Skip to main content
School of Business and Management

CRED International Workshop 2015 - The persistence of inequalities and discrimination

24 April 2015

Time: 11:00am - 6:00pm
Venue: Collette Bowe Room, Queen's Building, Queen Mary University of London, Mile End, London, E1 4NS

Celebrating CRED's 10th Anniversary

The Centre for Research in Equality and Diversity is hosting an international workshop on the persistence of inequalities and discrimination to engage the thinking of those most closely involved with contemporary debates on equalities, inequalities and diversity, whether established academics or PhD students. Despite decades of equality legislation, inequalities at work along the demographic fault lines of gender, ethnicity and race, disability, nationality, religion and belief and sexual orientation continue to persist. Women, ethnic minorities and people with disabilities are still under-represented in company boards; sexual minorities continue to experience discrimination and exclusion at work. 

The recent wave of economic recession following the global financial crisis led to the rise of anti-immigration and Islamophobic sentiment in many European countries, with significant implications for employment chances of marginalised groups. We have also witnessed the widening the income gap between the rich and poor and increasing casualization of work. In the workshop, we aim to explore why inequalities persist and in some cases amplified, and what could be done to promote equality, inclusion, diversity and fairness for all. We hope you will join us in this venture.

We are delighted to welcome eminent speakers to Queen Mary to explore these pressing contemporary issues. 

Programme 

The workshop will consist of presentations and discussions on the persistence of inequalities and discrimination followed by a panel discussion considering ‘what’s to be done?’ Our speakers will talk for approximately 30 minutes followed by 10 minutes questions/discussion.

 

Time Title Speaker
11.00 - 11.15 Coffee and Welcome Ahu Tatli and Geraldine Healy
11.15 - 12.00 Diversity and Data Myrtle Bell, University of Texas at Arlington
12.00 - 12.45 Class inequalities - continuities and change Harriet Bradley, Universities of Bristol and the West of England
12.45 - 1.30 Lunch  
1.30 - 2.15  “Go to the ant you sluggard”: The Immigrant,  The Scrounger, and the Worker Citizen Bridget Anderson, Compas, University of Oxford
2.15 - 3.00 Anticipated discrimination and the search for safe havens:  Vocational choice among LGBT individuals  Eddy Ng, Dalhousie University and the Toulouse Business School
3.00 - 3.45 Overcoming  the gender pay gap: Equal pay policies' implementation in France and the UK
Cecile Guillaume, Lille and QMUL

3.45-5.00 Tea and Panel discussion - What’s to be done?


▶ Work to complete: Retype all entries exactly as they stand, excluding pictures.

▶ Information provided:
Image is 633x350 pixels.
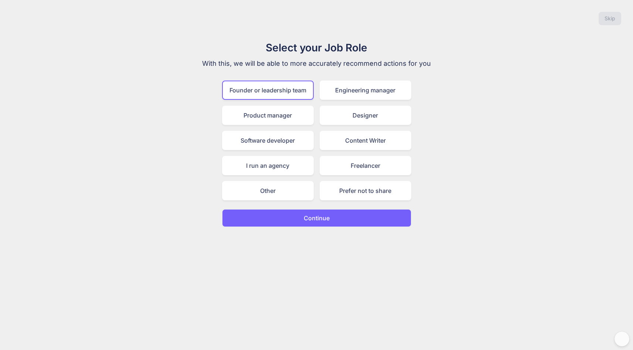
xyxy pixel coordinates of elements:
div: Founder or leadership team [222,81,314,100]
div: Designer [320,106,411,125]
div: Freelancer [320,156,411,175]
div: Product manager [222,106,314,125]
p: With this, we will be able to more accurately recommend actions for you [193,58,441,69]
div: I run an agency [222,156,314,175]
div: Content Writer [320,131,411,150]
h1: Select your Job Role [193,40,441,55]
div: Software developer [222,131,314,150]
div: Other [222,181,314,200]
p: Continue [304,214,330,222]
button: Continue [222,209,411,227]
div: Prefer not to share [320,181,411,200]
div: Engineering manager [320,81,411,100]
button: Skip [599,12,621,25]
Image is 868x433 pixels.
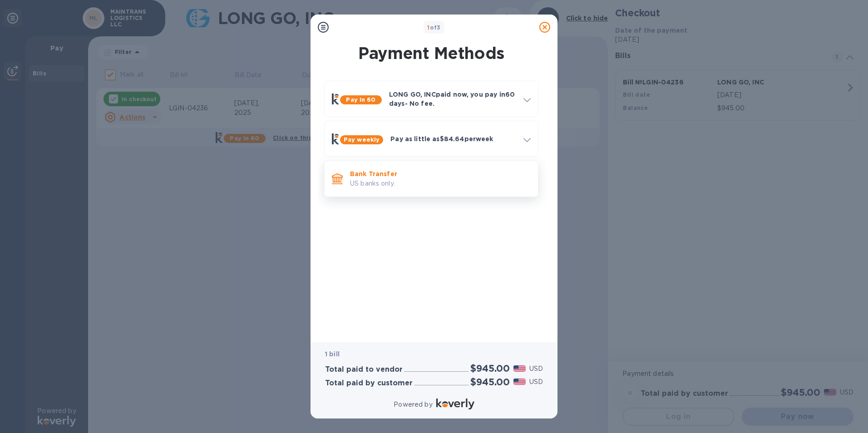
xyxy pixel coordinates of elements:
h2: $945.00 [470,362,510,374]
p: Powered by [393,400,432,410]
h3: Total paid by customer [325,379,412,388]
img: Logo [436,398,475,410]
b: 1 bill [325,350,340,358]
b: Pay weekly [343,136,379,143]
p: USD [530,364,543,374]
h2: $945.00 [470,377,510,388]
p: US banks only. [350,179,531,188]
img: USD [513,379,526,385]
b: of 3 [427,24,441,31]
h3: Total paid to vendor [325,365,403,374]
b: Pay in 60 [346,97,376,103]
p: USD [530,377,543,387]
h1: Payment Methods [322,44,540,63]
span: 1 [427,24,429,31]
p: LONG GO, INC paid now, you pay in 60 days - No fee. [389,90,516,108]
p: Bank Transfer [350,169,531,178]
p: Pay as little as $84.64 per week [391,135,516,143]
img: USD [513,365,526,372]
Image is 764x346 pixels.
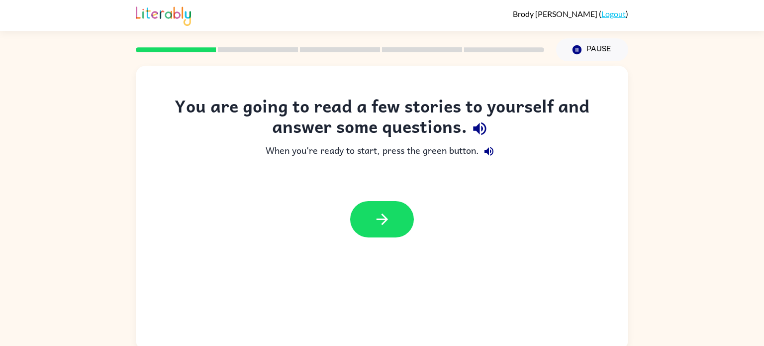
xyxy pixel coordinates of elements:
div: When you're ready to start, press the green button. [156,141,609,161]
a: Logout [602,9,626,18]
div: You are going to read a few stories to yourself and answer some questions. [156,96,609,141]
img: Literably [136,4,191,26]
div: ( ) [513,9,628,18]
button: Pause [556,38,628,61]
span: Brody [PERSON_NAME] [513,9,599,18]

▶ Solved problem:
Image is 633x350 pixels.
xyxy pixel coordinates of elements:
div: Founder or leadership team [222,81,314,100]
div: Designer [320,106,411,125]
div: Freelancer [320,156,411,175]
div: Product manager [222,106,314,125]
p: With this, we will be able to more accurately recommend actions for you [193,58,441,69]
div: I run an agency [222,156,314,175]
div: Content Writer [320,131,411,150]
h1: Select your Job Role [193,40,441,55]
div: Software developer [222,131,314,150]
div: Other [222,181,314,200]
p: Continue [304,214,330,222]
button: Continue [222,209,411,227]
div: Prefer not to share [320,181,411,200]
div: Engineering manager [320,81,411,100]
button: Skip [599,12,621,25]
Image is 868x433 pixels.
xyxy pixel coordinates of elements:
h2: $945.00 [470,362,510,374]
p: Powered by [393,400,432,410]
h3: Total paid by customer [325,379,412,388]
img: Logo [436,398,475,410]
b: 1 bill [325,350,340,358]
b: Pay weekly [343,136,379,143]
p: USD [530,364,543,374]
h2: $945.00 [470,377,510,388]
p: US banks only. [350,179,531,188]
img: USD [513,379,526,385]
b: of 3 [427,24,441,31]
h3: Total paid to vendor [325,365,403,374]
b: Pay in 60 [346,97,376,103]
p: USD [530,377,543,387]
h1: Payment Methods [322,44,540,63]
span: 1 [427,24,429,31]
p: LONG GO, INC paid now, you pay in 60 days - No fee. [389,90,516,108]
p: Bank Transfer [350,169,531,178]
p: Pay as little as $84.64 per week [391,135,516,143]
img: USD [513,365,526,372]
Image is 764x346 pixels.
xyxy pixel coordinates of elements:
div: When you're ready to start, press the green button. [156,141,609,161]
a: Logout [602,9,626,18]
div: You are going to read a few stories to yourself and answer some questions. [156,96,609,141]
img: Literably [136,4,191,26]
div: ( ) [513,9,628,18]
button: Pause [556,38,628,61]
span: Brody [PERSON_NAME] [513,9,599,18]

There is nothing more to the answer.